I'm getting a new computer, so a friend and I decided that we wanted to play essentially Russian roulette with our computers' memory. The general premise is that we randomly take a position in memory and assign it to a random value and see whose computer glitches/crashes fastest or the worst. None of what I'm doing is intended to be a good idea, so unsafe practices are accepted, even encouraged here.
This is what I have so far:
#include <iostream>
#include <stdlib.h>
#include <time.h>
// use preprocessor to avoid losing this data during the running of the program
// 4GB RAM (4 * 2^32 bytes)
#define NUM_MEMORY_LOCATIONS 4294967296
int main()
{
// Intializes random number generator
time_t t;
srand((unsigned) time(&t));
while (true)
{
// 4GB RAM (2^32 bytes)
/** generate a 31-bit number between 0b0 (0) and 0b111 1111 1111 1111 1111 1111 1111 1111 (4294967295) **/
// generate a 15-bit number between 0b0 (0) and 0b111 1111 1111 1111 (32767)
unsigned long int hi = rand() % 32768;
// shift the bits
hi <<= 16;
// generate a 15-bit number between 0b0 (0) and 0b111 1111 1111 1111 (32767)
unsigned long int med = rand() % 32768;
// shift the bits
med <<= 1;
// generate a 1-bit number between 0b0 (0) and 0b1 (1)
unsigned long int lo = rand() % 2;
// combine to make final random number
unsigned long int randNum = hi + med + lo;
// select a random position in memory
void * randomPointer = 0;
randomPointer += randNum;
// Something like this here to break my computer:
//*randomPointer = 0;
}
}
I don't know how I can set this value, even to just 0. Also, I'm not sure what pointer type I should use. The void pointer doesn't seem to work, but I may just not fully understand the intricacies of unsafe memory management in c++.
Does anyone know how I could do this? Any help would be appreciated.
You can't do that with your code: on x86-64 systems you will get an access violation for every address not pertaining to your executable address space.
The OS is in charge of deciding which addresses belong to a given process (they undergo a MMU translation process which ultimately decide if the address pertains to the process or not), in case it doesn't the processor is notified and according to the OS you might get an access violation or a segmentation fault.
On a linux system you would usually edit another process' memory wth something like ptrace to debug another process. Another possibility is to edit /dev/mem. For both you will need root access.
On a Windows system instead you could use ReadProcessMemory and WriteProcessMemory or directly inject your code into the target whose address you generated (CreateRemoteThread).
Anyway keep in mind the main reason why you can't accomplish it with your current code: modern OSes run your application in a paged environment, i.e. they provide a virtual address space which does not necessarily (and usually don't) map to physical addresses. What you're trying to do is thus wrong because those addresses won't be mapped to physical locations. If you really want to go that way you'll have to disable or bypass segmentation mechanisms, ring3/0 protections, paging, MMU-involved translations and probably deal with a ton of other issues regarding reserved addresses and MMIO registered intervals.
All modern desktop operating systems use virtual process address spaces. This means that your process sees 4GB of memory (on a 32-bit operating system; much more on 64-bit systems) that it own all to itself and can't see memory owned by other processes or the operating system kernel. How that virtual address space maps to physical memory and swap space is up to the operating system and changes over time as memory is swapped in and out.
So the worst you can expect from your experiments is to crash the program you've written. To do anything else, you need to be in kernel space.
Due to the virtual memory mechanism, what you are attempting to do is not possible the way you are attempting to do it. Memory addresses in your process are mapped to actual physical memory locations by the virtual memory manager (VMM) of your OS. If you try to read from or write to an address that has not been allocated to your process by the VMM you will simply crash your own process (access violation on Windows, segmentation fault on Linux, etc.).
On Linux you can accomplish this a different way if your process has root privileges; just open the /dev/mem
node as a file and seek to a random location, then write random or zero values. (Effectively the same thing you are doing in your code, only with file I/O operations -- seek and write -- instead of dereferencing pointers.)
For the pointer, just use an "int *".
With that said, the memory that program is trying to access is only its own memory. In order to access all of the computers RAM (and not even all of it's virtual memory), it would take some O/S-specific tricks, as well as administrative privileges, to get access to memory outside of the program itself.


◆ WHAT THE EXERCISE ASKS ◆
Repeat, exactly as written, all of the entries, but not their pictures.

(Web page and app entries)
-------

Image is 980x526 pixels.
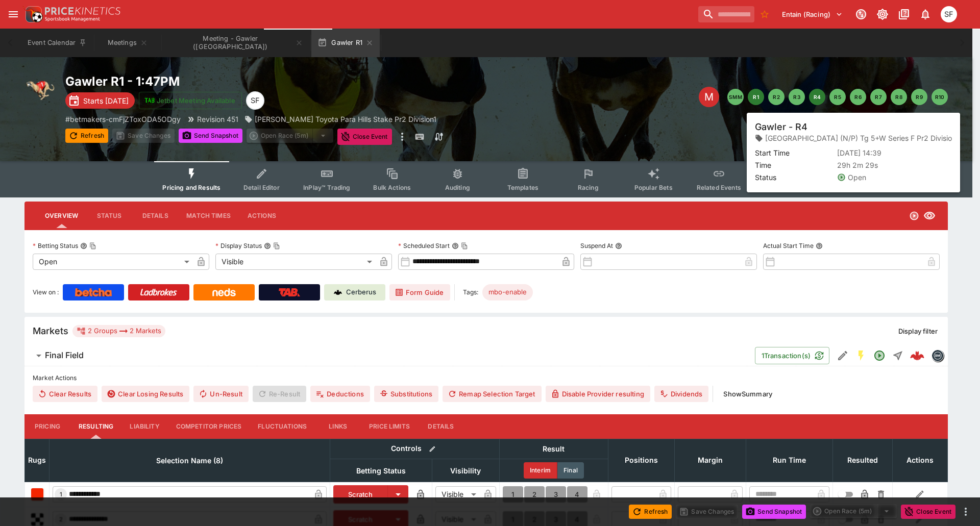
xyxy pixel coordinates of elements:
h5: Markets [33,325,69,337]
button: Disable Provider resulting [545,386,650,402]
button: open drawer [4,5,23,23]
button: Copy To Clipboard [273,242,280,249]
button: Substitutions [374,386,439,402]
button: ShowSummary [717,386,778,402]
span: Re-Result [252,386,306,402]
input: search [698,6,754,23]
button: R7 [870,89,887,105]
p: Display Status [215,242,262,250]
button: Match Times [178,203,239,228]
button: Price Limits [361,415,418,439]
button: Copy To Clipboard [90,242,97,249]
button: Remap Selection Target [442,386,541,402]
div: Event type filters [154,161,817,198]
img: Betcha [75,288,111,297]
div: 466b9b25-6518-4d3e-ac02-310f3426e30b [910,348,924,363]
p: Scheduled Start [398,242,449,250]
p: [PERSON_NAME] Toyota Para Hills Stake Pr2 Division1 [255,114,436,125]
div: betmakers [931,350,943,362]
p: Overtype [815,132,843,143]
th: Rugs [25,439,50,482]
div: Visible [215,254,375,270]
button: Status [86,203,132,228]
p: Auto-Save [911,132,943,143]
button: Resulting [70,415,122,439]
button: Documentation [894,5,913,23]
button: Meetings [95,29,160,57]
label: Tags: [463,284,478,301]
button: Send Snapshot [178,129,242,143]
button: Toggle light/dark mode [873,5,891,23]
button: R5 [829,89,845,105]
button: Edit Detail [834,347,851,365]
button: Refresh [65,129,108,143]
button: R2 [768,89,784,105]
span: Related Events [696,184,741,192]
p: Suspend At [580,242,613,250]
div: Start From [798,129,947,145]
h6: Final Field [45,350,83,361]
span: Templates [507,184,538,192]
th: Actions [892,439,947,482]
th: Run Time [746,439,832,482]
img: logo-cerberus--red.svg [910,348,924,363]
button: Meeting - Gawler (AUS) [162,29,309,57]
button: Send Snapshot [742,505,806,519]
button: 3 [545,486,566,503]
p: Copy To Clipboard [65,114,181,125]
button: R3 [788,89,805,105]
th: Positions [608,439,674,482]
button: Sugaluopea Filipaina [937,3,960,26]
button: 1 [502,486,523,503]
a: 466b9b25-6518-4d3e-ac02-310f3426e30b [907,345,927,366]
svg: Open [909,211,919,221]
th: Result [499,439,608,459]
button: Straight [888,347,907,365]
div: Visible [435,486,480,503]
button: Clear Losing Results [101,386,189,402]
img: PriceKinetics Logo [23,4,43,24]
button: more [396,129,408,145]
button: Event Calendar [22,29,93,57]
span: 1 [58,491,65,498]
img: Sportsbook Management [45,17,100,22]
button: Interim [523,462,557,478]
button: Un-Result [193,386,248,402]
span: Selection Name (8) [145,455,234,467]
div: split button [810,504,897,519]
span: Popular Bets [634,184,672,192]
img: betmakers [932,350,943,362]
button: Actions [239,203,285,228]
img: greyhound_racing.png [24,73,57,106]
img: Cerberus [333,288,342,297]
p: Betting Status [33,242,78,250]
label: Market Actions [33,371,939,386]
svg: Visible [923,210,936,222]
span: Racing [578,184,598,192]
div: Open [33,254,193,270]
button: Gawler R1 [312,29,379,57]
button: Clear Results [33,386,97,402]
button: R8 [890,89,907,105]
div: Edit Meeting [699,86,719,108]
span: Detail Editor [243,184,280,192]
img: PriceKinetics [45,7,121,15]
th: Controls [330,439,499,459]
div: Sugaluopea Filipaina [246,91,264,110]
p: Cerberus [346,288,376,298]
button: Liability [122,415,167,439]
span: Auditing [445,184,470,192]
button: No Bookmarks [756,6,773,23]
button: Close Event [337,129,392,145]
div: Peter Kittle Toyota Para Hills Stake Pr2 Division1 [245,114,436,125]
button: Bulk edit [425,443,439,456]
svg: Open [873,350,886,362]
button: Select Tenant [776,6,848,23]
p: Override [863,132,890,143]
button: Links [315,415,361,439]
button: Fluctuations [249,415,315,439]
button: Close Event [901,505,955,519]
img: Neds [213,288,235,297]
button: Dividends [654,386,708,402]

-------

◆ TASK ANSWER ◆
Image is 980x526 pixels.
xyxy pixel coordinates of elements:
h5: Markets [33,325,69,337]
button: Disable Provider resulting [545,386,650,402]
button: open drawer [4,5,23,23]
button: Copy To Clipboard [273,242,280,249]
button: Substitutions [374,386,439,402]
button: ShowSummary [717,386,778,402]
span: Re-Result [252,386,306,402]
input: search [698,6,754,23]
button: R7 [870,89,887,105]
p: Display Status [215,242,262,250]
button: Match Times [178,203,239,228]
button: Price Limits [361,415,418,439]
button: Copy To Clipboard [90,242,97,249]
button: Remap Selection Target [442,386,541,402]
div: Event type filters [154,161,817,198]
img: Betcha [75,288,111,297]
div: 466b9b25-6518-4d3e-ac02-310f3426e30b [910,348,924,363]
p: Scheduled Start [398,242,449,250]
p: [PERSON_NAME] Toyota Para Hills Stake Pr2 Division1 [255,114,436,125]
div: betmakers [931,350,943,362]
p: Overtype [815,132,843,143]
th: Rugs [25,439,50,482]
div: Visible [215,254,375,270]
button: Status [86,203,132,228]
p: Auto-Save [911,132,943,143]
button: Resulting [70,415,122,439]
button: Documentation [894,5,913,23]
button: Meetings [95,29,160,57]
label: Tags: [463,284,478,301]
button: Send Snapshot [178,129,242,143]
button: Toggle light/dark mode [873,5,891,23]
button: R5 [829,89,845,105]
button: Edit Detail [834,347,851,365]
button: Refresh [65,129,108,143]
button: R2 [768,89,784,105]
span: Related Events [696,184,741,192]
p: Suspend At [580,242,613,250]
div: Start From [798,129,947,145]
h6: Final Field [45,350,83,361]
span: Templates [507,184,538,192]
th: Actions [892,439,947,482]
th: Run Time [746,439,832,482]
img: logo-cerberus--red.svg [910,348,924,363]
button: Meeting - Gawler (AUS) [162,29,309,57]
button: Send Snapshot [742,505,806,519]
button: 3 [545,486,566,503]
p: Copy To Clipboard [65,114,181,125]
button: R3 [788,89,805,105]
th: Positions [608,439,674,482]
button: Sugaluopea Filipaina [937,3,960,26]
button: 1 [502,486,523,503]
a: 466b9b25-6518-4d3e-ac02-310f3426e30b [907,345,927,366]
svg: Open [909,211,919,221]
th: Result [499,439,608,459]
button: Straight [888,347,907,365]
div: Visible [435,486,480,503]
button: Clear Losing Results [101,386,189,402]
img: PriceKinetics Logo [23,4,43,24]
button: more [396,129,408,145]
button: Event Calendar [22,29,93,57]
span: 1 [58,491,65,498]
img: Sportsbook Management [45,17,100,22]
button: Interim [523,462,557,478]
button: Un-Result [193,386,248,402]
span: Selection Name (8) [145,455,234,467]
div: split button [810,504,897,519]
span: Popular Bets [634,184,672,192]
img: betmakers [932,350,943,362]
button: Actions [239,203,285,228]
img: greyhound_racing.png [24,73,57,106]
img: Cerberus [333,288,342,297]
p: Betting Status [33,242,78,250]
label: Market Actions [33,371,939,386]
svg: Visible [923,210,936,222]
span: Racing [578,184,598,192]
div: Open [33,254,193,270]
button: Gawler R1 [312,29,379,57]
button: Clear Results [33,386,97,402]
button: R8 [890,89,907,105]
div: Edit Meeting [699,86,719,108]
span: Detail Editor [243,184,280,192]
img: PriceKinetics [45,7,121,15]
th: Controls [330,439,499,459]
div: Sugaluopea Filipaina [246,91,264,110]
p: Cerberus [346,288,376,298]
button: Liability [122,415,167,439]
span: Auditing [445,184,470,192]
button: No Bookmarks [756,6,773,23]
button: Close Event [337,129,392,145]
div: Peter Kittle Toyota Para Hills Stake Pr2 Division1 [245,114,436,125]
button: Bulk edit [425,443,439,456]
svg: Open [873,350,886,362]
button: Select Tenant [776,6,848,23]
p: Override [863,132,890,143]
button: Links [315,415,361,439]
button: Fluctuations [249,415,315,439]
button: Close Event [901,505,955,519]
img: Neds [213,288,235,297]
button: Dividends [654,386,708,402]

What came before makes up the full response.